El Grito de Sunset Park
Formation | c. 2002 |
---|---|
Type | 501(c)(3) organization |
Location | |
Website | www |
El Grito de Sunset Park is a Puerto Rican activist organization in Brooklyn[1][2] that has been described as a police watchdog.[3]
History
[edit]One of the founders of El Grito de Sunset Park is Dennis Flores, a "cop watcher" who began documenting the activities of the New York Police Department in 1995.[2][4][5] He has been arrested more than 70 times for his activities.[4] Flores and others founded El Grito de Sunset Park in 2002, before filming police activities was common.[5] According to Flores, the organization was founded with a $270,000 settlement he received after the police attacked him in 2002.[6] The group became a 501(c)(3) organization in 2015.[7]
The organization has roots in the primarily Puerto Rican neighborhood of Sunset Park in Brooklyn. The name "El Grito" means "the cry" or "the call" in Spanish, and is a reference to the independence movements El Grito de Lares in Puerto Rico and El Grito de Dolores in Mexico.[8] El Grito de Sunset Park has ties to the Young Lords, a Puerto Rican radical group.[1] The group's founders were influenced by social movements in Latin America; Flores witnessed organizing efforts in the Mexican city of Oaxaca in 2006 and 2007, while Jason Del Aguila, also a cofounder, worked for some time in Guatemala and El Salvador.[9]
Activities
[edit]El Grito de Sunset Park's activities include organizing an art festival; advocating against gentrification; and photographing police activities.[8] When it began, the organization would film police responses to the Puerto Rican Day Parade, which were sometimes violent.
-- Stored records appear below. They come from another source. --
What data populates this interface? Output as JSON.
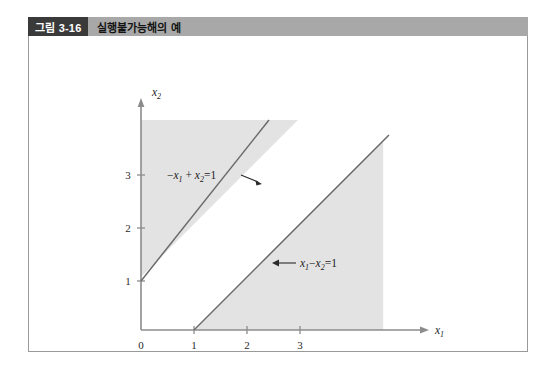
{
  "figure": {
    "number_label": "그림 3-16",
    "caption": "실행불가능해의 예",
    "colors": {
      "caption_bar": "#a8a8a8",
      "number_box": "#3a3a3a",
      "shaded_region": "#e3e3e3",
      "axis": "#8c8c8c",
      "constraint_line": "#6b6b6b",
      "border": "#9a9a9a"
    }
  },
  "chart_data": {
    "type": "line",
    "title": "실행불가능해의 예",
    "xlabel": "x₁",
    "ylabel": "x₂",
    "xlim": [
      0,
      4.6
    ],
    "ylim": [
      0,
      4.5
    ],
    "grid": false,
    "legend": "none",
    "x_ticks": [
      "0",
      "1",
      "2",
      "3"
    ],
    "x_tick_values": [
      0,
      1,
      2,
      3
    ],
    "y_ticks": [
      "1",
      "2",
      "3"
    ],
    "y_tick_values": [
      1,
      2,
      3
    ],
    "series": [
      {
        "name": "-x1 + x2 = 1",
        "label": "−x₁ + x₂ = 1",
        "slope": 1,
        "intercept": 1,
        "x": [
          0,
          3.55
        ],
        "y": [
          1,
          4.55
        ],
        "shaded_side": "above-left"
      },
      {
        "name": "x1 - x2 = 1",
        "label": "x₁ − x₂ = 1",
        "slope": 1,
        "intercept": -1,
        "x": [
          1,
          4.6
        ],
        "y": [
          0,
          3.6
        ],
        "shaded_side": "below-right"
      }
    ],
    "annotations": [
      {
        "text": "−x₁ + x₂ = 1",
        "x": 1.05,
        "y": 3.0,
        "arrow": "right",
        "points_to_series": "-x1 + x2 = 1"
      },
      {
        "text": "x₁ − x₂ = 1",
        "x": 2.6,
        "y": 1.55,
        "arrow": "left",
        "points_to_series": "x1 - x2 = 1"
      }
    ],
    "regions": [
      {
        "name": "infeasible-upper-left",
        "description": "shaded area above and left of the line -x1 + x2 = 1"
      },
      {
        "name": "infeasible-lower-right",
        "description": "shaded area below and right of the line x1 - x2 = 1"
      }
    ]
  },
  "equation_parts": {
    "eq1": {
      "minus": "−",
      "v1": "x",
      "s1": "1",
      "plus": "+",
      "v2": "x",
      "s2": "2",
      "eq": "=",
      "rhs": "1"
    },
    "eq2": {
      "v1": "x",
      "s1": "1",
      "minus": "−",
      "v2": "x",
      "s2": "2",
      "eq": "=",
      "rhs": "1"
    }
  },
  "axis_names": {
    "x": "x",
    "x_sub": "1",
    "y": "x",
    "y_sub": "2"
  }
}
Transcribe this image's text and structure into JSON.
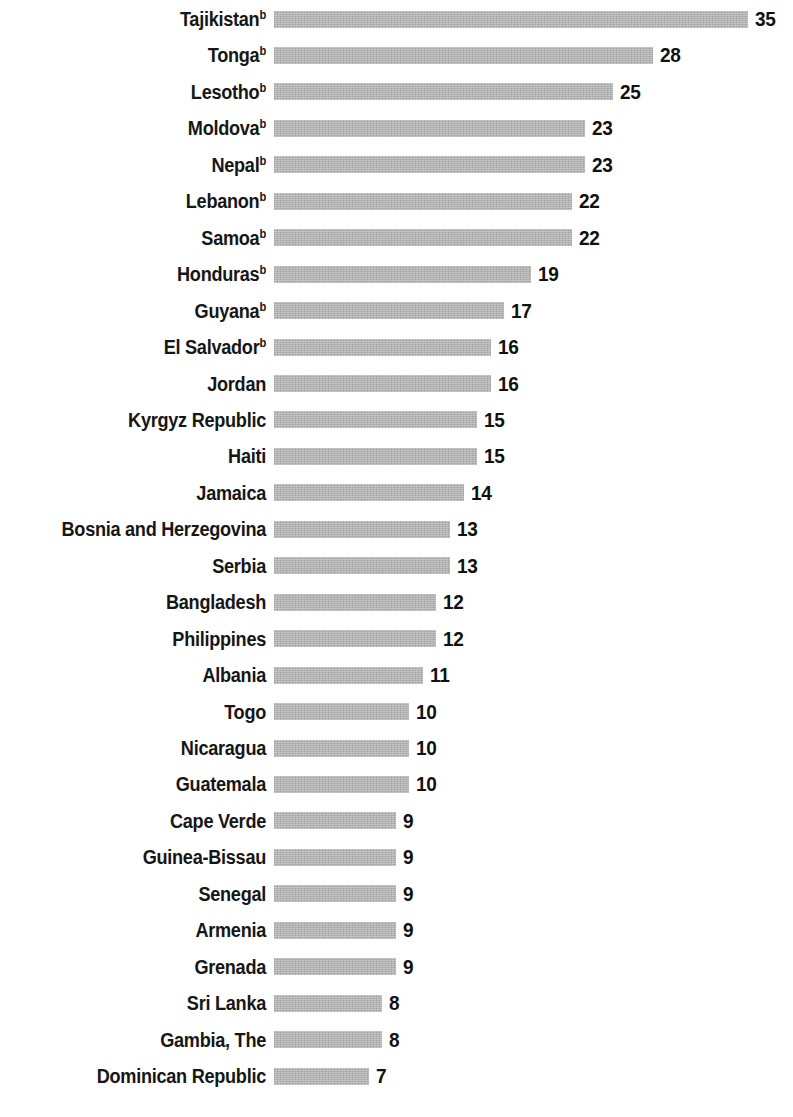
{
  "chart_data": {
    "type": "bar",
    "orientation": "horizontal",
    "title": "",
    "subtitle": "",
    "xlabel": "",
    "ylabel": "",
    "xlim": [
      0,
      35
    ],
    "grid": false,
    "legend": null,
    "bar_color": "#b3b3b3",
    "label_color": "#161616",
    "value_color": "#101010",
    "value_labels_shown": true,
    "footnote_marker": "b",
    "categories": [
      "Tajikistan",
      "Tonga",
      "Lesotho",
      "Moldova",
      "Nepal",
      "Lebanon",
      "Samoa",
      "Honduras",
      "Guyana",
      "El Salvador",
      "Jordan",
      "Kyrgyz Republic",
      "Haiti",
      "Jamaica",
      "Bosnia and Herzegovina",
      "Serbia",
      "Bangladesh",
      "Philippines",
      "Albania",
      "Togo",
      "Nicaragua",
      "Guatemala",
      "Cape Verde",
      "Guinea-Bissau",
      "Senegal",
      "Armenia",
      "Grenada",
      "Sri Lanka",
      "Gambia, The",
      "Dominican Republic"
    ],
    "values": [
      35,
      28,
      25,
      23,
      23,
      22,
      22,
      19,
      17,
      16,
      16,
      15,
      15,
      14,
      13,
      13,
      12,
      12,
      11,
      10,
      10,
      10,
      9,
      9,
      9,
      9,
      9,
      8,
      8,
      7
    ]
  },
  "rows": [
    {
      "label": "Tajikistan",
      "sup": "b",
      "value": 35,
      "value_text": "35"
    },
    {
      "label": "Tonga",
      "sup": "b",
      "value": 28,
      "value_text": "28"
    },
    {
      "label": "Lesotho",
      "sup": "b",
      "value": 25,
      "value_text": "25"
    },
    {
      "label": "Moldova",
      "sup": "b",
      "value": 23,
      "value_text": "23"
    },
    {
      "label": "Nepal",
      "sup": "b",
      "value": 23,
      "value_text": "23"
    },
    {
      "label": "Lebanon",
      "sup": "b",
      "value": 22,
      "value_text": "22"
    },
    {
      "label": "Samoa",
      "sup": "b",
      "value": 22,
      "value_text": "22"
    },
    {
      "label": "Honduras",
      "sup": "b",
      "value": 19,
      "value_text": "19"
    },
    {
      "label": "Guyana",
      "sup": "b",
      "value": 17,
      "value_text": "17"
    },
    {
      "label": "El Salvador",
      "sup": "b",
      "value": 16,
      "value_text": "16"
    },
    {
      "label": "Jordan",
      "sup": "",
      "value": 16,
      "value_text": "16"
    },
    {
      "label": "Kyrgyz Republic",
      "sup": "",
      "value": 15,
      "value_text": "15"
    },
    {
      "label": "Haiti",
      "sup": "",
      "value": 15,
      "value_text": "15"
    },
    {
      "label": "Jamaica",
      "sup": "",
      "value": 14,
      "value_text": "14"
    },
    {
      "label": "Bosnia and Herzegovina",
      "sup": "",
      "value": 13,
      "value_text": "13"
    },
    {
      "label": "Serbia",
      "sup": "",
      "value": 13,
      "value_text": "13"
    },
    {
      "label": "Bangladesh",
      "sup": "",
      "value": 12,
      "value_text": "12"
    },
    {
      "label": "Philippines",
      "sup": "",
      "value": 12,
      "value_text": "12"
    },
    {
      "label": "Albania",
      "sup": "",
      "value": 11,
      "value_text": "11"
    },
    {
      "label": "Togo",
      "sup": "",
      "value": 10,
      "value_text": "10"
    },
    {
      "label": "Nicaragua",
      "sup": "",
      "value": 10,
      "value_text": "10"
    },
    {
      "label": "Guatemala",
      "sup": "",
      "value": 10,
      "value_text": "10"
    },
    {
      "label": "Cape Verde",
      "sup": "",
      "value": 9,
      "value_text": "9"
    },
    {
      "label": "Guinea-Bissau",
      "sup": "",
      "value": 9,
      "value_text": "9"
    },
    {
      "label": "Senegal",
      "sup": "",
      "value": 9,
      "value_text": "9"
    },
    {
      "label": "Armenia",
      "sup": "",
      "value": 9,
      "value_text": "9"
    },
    {
      "label": "Grenada",
      "sup": "",
      "value": 9,
      "value_text": "9"
    },
    {
      "label": "Sri Lanka",
      "sup": "",
      "value": 8,
      "value_text": "8"
    },
    {
      "label": "Gambia, The",
      "sup": "",
      "value": 8,
      "value_text": "8"
    },
    {
      "label": "Dominican Republic",
      "sup": "",
      "value": 7,
      "value_text": "7"
    }
  ],
  "layout": {
    "bar_origin_x": 274,
    "px_per_unit": 13.54,
    "row_pitch": 36.45,
    "first_row_center_y": 19,
    "bar_height": 17
  }
}
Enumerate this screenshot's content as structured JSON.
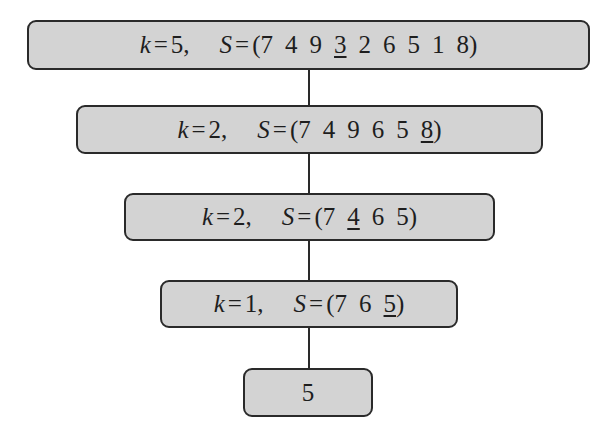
{
  "diagram": {
    "title": "",
    "nodes": [
      {
        "k": "5",
        "S_prefix": "(",
        "elements": [
          "7",
          "4",
          "9",
          "3",
          "2",
          "6",
          "5",
          "1",
          "8"
        ],
        "underlined_index": 3,
        "S_suffix": ")"
      },
      {
        "k": "2",
        "S_prefix": "(",
        "elements": [
          "7",
          "4",
          "9",
          "6",
          "5",
          "8"
        ],
        "underlined_index": 5,
        "S_suffix": ")"
      },
      {
        "k": "2",
        "S_prefix": "(",
        "elements": [
          "7",
          "4",
          "6",
          "5"
        ],
        "underlined_index": 1,
        "S_suffix": ")"
      },
      {
        "k": "1",
        "S_prefix": "(",
        "elements": [
          "7",
          "6",
          "5"
        ],
        "underlined_index": 2,
        "S_suffix": ")"
      }
    ],
    "result": "5",
    "labels": {
      "k_var": "k",
      "S_var": "S",
      "equals": "=",
      "comma": ","
    },
    "colors": {
      "box_fill": "#d3d3d3",
      "box_border": "#2a2a2a",
      "connector": "#2a2a2a"
    }
  }
}
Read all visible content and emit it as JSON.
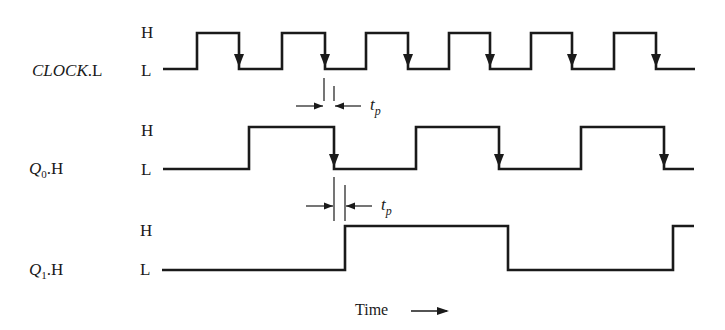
{
  "signals": [
    {
      "id": "clock",
      "name_main": "CLOCK",
      "name_sub": "",
      "name_suffix": ".L",
      "high_label": "H",
      "low_label": "L",
      "high_y": 33,
      "low_y": 69,
      "points": [
        [
          163,
          "L"
        ],
        [
          197,
          "H"
        ],
        [
          239,
          "L"
        ],
        [
          282,
          "H"
        ],
        [
          325,
          "L"
        ],
        [
          366,
          "H"
        ],
        [
          408,
          "L"
        ],
        [
          449,
          "H"
        ],
        [
          490,
          "L"
        ],
        [
          531,
          "H"
        ],
        [
          572,
          "L"
        ],
        [
          614,
          "H"
        ],
        [
          656,
          "L"
        ],
        [
          695,
          "L"
        ]
      ],
      "falling_edge_arrows": true
    },
    {
      "id": "q0",
      "name_main": "Q",
      "name_sub": "0",
      "name_suffix": ".H",
      "high_label": "H",
      "low_label": "L",
      "high_y": 127,
      "low_y": 169,
      "points": [
        [
          163,
          "L"
        ],
        [
          249,
          "H"
        ],
        [
          334,
          "L"
        ],
        [
          416,
          "H"
        ],
        [
          499,
          "L"
        ],
        [
          581,
          "H"
        ],
        [
          664,
          "L"
        ],
        [
          694,
          "L"
        ]
      ],
      "falling_edge_arrows": true
    },
    {
      "id": "q1",
      "name_main": "Q",
      "name_sub": "1",
      "name_suffix": ".H",
      "high_label": "H",
      "low_label": "L",
      "high_y": 226,
      "low_y": 270,
      "points": [
        [
          162,
          "L"
        ],
        [
          345,
          "H"
        ],
        [
          508,
          "L"
        ],
        [
          673,
          "H"
        ],
        [
          694,
          "H"
        ]
      ],
      "falling_edge_arrows": false
    }
  ],
  "annotations": [
    {
      "id": "tp-clock-q0",
      "label_main": "t",
      "label_sub": "p",
      "x1": 324,
      "x2": 334,
      "line_top": 78,
      "line_bottom": 101,
      "arrow_y": 106
    },
    {
      "id": "tp-q0-q1",
      "label_main": "t",
      "label_sub": "p",
      "x1": 334,
      "x2": 345,
      "line_top": 177,
      "line_bottom": 221,
      "arrow_y": 206
    }
  ],
  "axis": {
    "label": "Time",
    "arrow": "right-arrow"
  },
  "style": {
    "stroke": "#1a1a1a"
  }
}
Eventually, the group began to film all year.[5] In 2012, the group supported a rent strike in Sunset Park. Hispanic music and spoken word poetry are commemorated in videos made by El Grito de Sunset Park.[10] In 2015, the group began organizing its own Puerto Rican Day Parade and Festival.[11] It worked to gather and send supplies to Puerto Rico in the aftermath of Hurricane Maria in 2017.[8] In 2014, one of the group's videos played a role in charges against a teenage resident of Sunset Park getting dropped,[12] while in 2015 another helped get charges dropped against a Mexican street vendor accused of attacking a policeman.[5]
References
[edit]- ^ a b Robé 2020, p. 67.
- ^ a b Kofman, Ava (September 21, 2017). "Taser wants to build an army of smartphone informants". The Intercept. Retrieved June 11, 2020.
- ^ Trujillo, Josmar (March 17, 2016). "A Week of Crackdowns on Activists and Copwatchers in NYC". The Huffington Post. Retrieved June 11, 2020.
- ^ a b Nevett, Joshua (June 10, 2020). "George Floyd: The personal cost of filming police brutality". BBC. Retrieved June 11, 2020.
- ^ a b c d Surico, John (August 21, 2015). "On Patrol with the Copwatchers Who Film the NYPD". Vice. Retrieved June 11, 2020.
- ^ Robé 2020, p. 69.
- ^ Robé 2020, p. 70.
- ^ a b c Guzmán Valerio, Luis (2019). "Community organizing in Sunset Park on the eve of the 2016 election". Latino Studies. 17 (3): 382–388. doi:10.1057/s41276-019-00187-x. S2CID 200031258.
- ^ Robé 2020, p. 68.
- ^ Robé 2020, p. 71.
- ^ Robé 2020, p. 85.
- ^ Robé 2020, pp. 80–82.
Sources
[edit]- Robé, Christopher (Winter 2020). "El Grito de Sunset Park: Cop Watching, Community Organizing, and Video Activism". Journal of Cinema and Media Studies. 59 (2): 62–87. doi:10.1353/cj.2020.0003. S2CID 214194508.